A fix that looks broken
I ship a focus-restoration fix for the command palette: open it, press Escape, and focus returns to the element that opened it. It works on localhost. I deploy, reload production, and focus drops to the body instead.
So I rewrite it. Deploy. Still broken. I try a different approach built on requestAnimationFrame, deploy, reload. Broken. Four rebuilds, four deploys, the same dead behavior. The code is correct in the editor and correct on localhost. Production is running something else.
Proving the browser runs old code
The fastest way to settle "is my code even loaded" is to make the new code announce itself. I add a marker the old build cannot have:
// in the palette's open handler
console.debug('palette open: focus-restore build 5');Deploy, hard reload, open the palette. The console stays silent. Build 5's JavaScript is sitting on the server, but the browser is executing an earlier build. Nothing about my fix is wrong. The browser never receives it.
How stale HTML pins stale JavaScript
Next.js fingerprints every chunk: /_next/static/chunks/4f3a…b1.js. The filename changes when the contents change, which is exactly what makes those files safe to cache forever. The HTML document is what maps the app to a specific set of those hashed URLs. New build, new chunk hashes, new <script> references in the document.
The site is a PWA, and the service worker served HTML with a stale-while-revalidate strategy: return the cached document immediately, refresh the cache in the background. That is the right call for content that tolerates being one visit out of date. It is the wrong call for an app shell. Every reload handed the browser the previous build's HTML, which pointed at the previous build's chunks. The worker never cached my JavaScript; it cached the document that decides which JavaScript to load. My fix shipped on every deploy, and the worker routed around it every time.
Network-first for the document
The fix is to stop treating the HTML like cacheable content. Navigations go network-first: fetch fresh HTML when online, fall back to the cache only when the network fails.
// HTML pages - network-first.
// Must NOT be stale-while-revalidate: the cached HTML pins content-hashed
// chunk URLs from the build it was captured on, so after a deploy SWR would
// serve the old app shell referencing old/now-missing chunks.
if (
request.mode === 'navigate' ||
request.headers.get('accept')?.includes('text/html')
) {
return {
cache: DYNAMIC_CACHE,
strategy: 'network-first',
limit: DYNAMIC_CACHE_LIMIT,
};
}The strategy itself is small: try the network, cache a copy on success, and only reach for the cache when the fetch throws.
case 'network-first':
event.respondWith(
fetch(event.request)
.then(response => {
if (response && response.status === 200) {
const responseClone = response.clone();
caches.open(cache).then(c => c.put(event.request, responseClone));
}
return response;
})
.catch(() => caches.match(event.request))
);
break;One detail closes the loop: a deployed service worker will not drop its old caches on its own. I bumped CACHE_VERSION from v3 to v4 so the activate handler deletes every cache that is not on the current version list, including the stale HTML that started this.
The result
- Online navigations always get fresh HTML with current chunk references.

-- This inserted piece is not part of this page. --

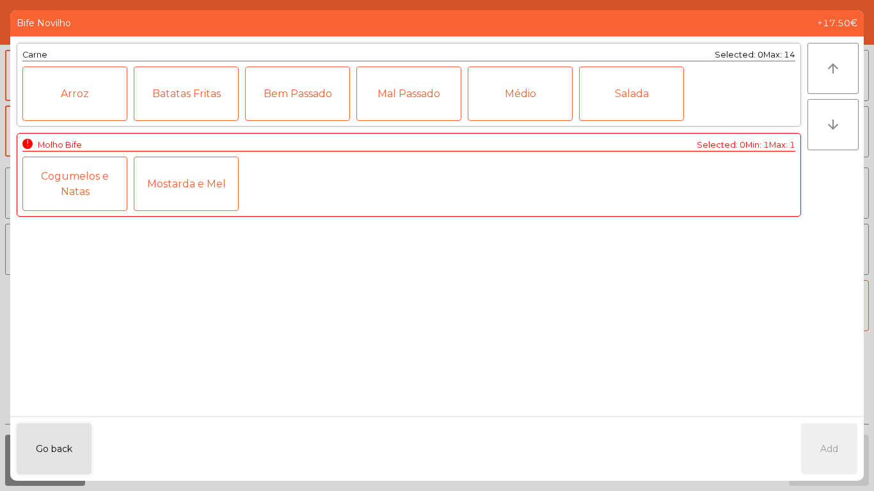 This screenshot has height=491, width=874. What do you see at coordinates (52, 145) in the screenshot?
I see `div: Molho Bife` at bounding box center [52, 145].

- Offline still works: the cache is the fallback, not the default.
- The focus fix, unchanged since build 2, started working the moment the worker stopped serving last week's document.
The takeaway
A service worker can make a correct fix look broken, and it shows up in neither your diff nor your tests. The trap is caching the one file you cannot afford to serve stale: the HTML does not hold your app, it holds the addresses of your app. Before debugging the same fix a fifth time, prove the browser is running the build you think it is.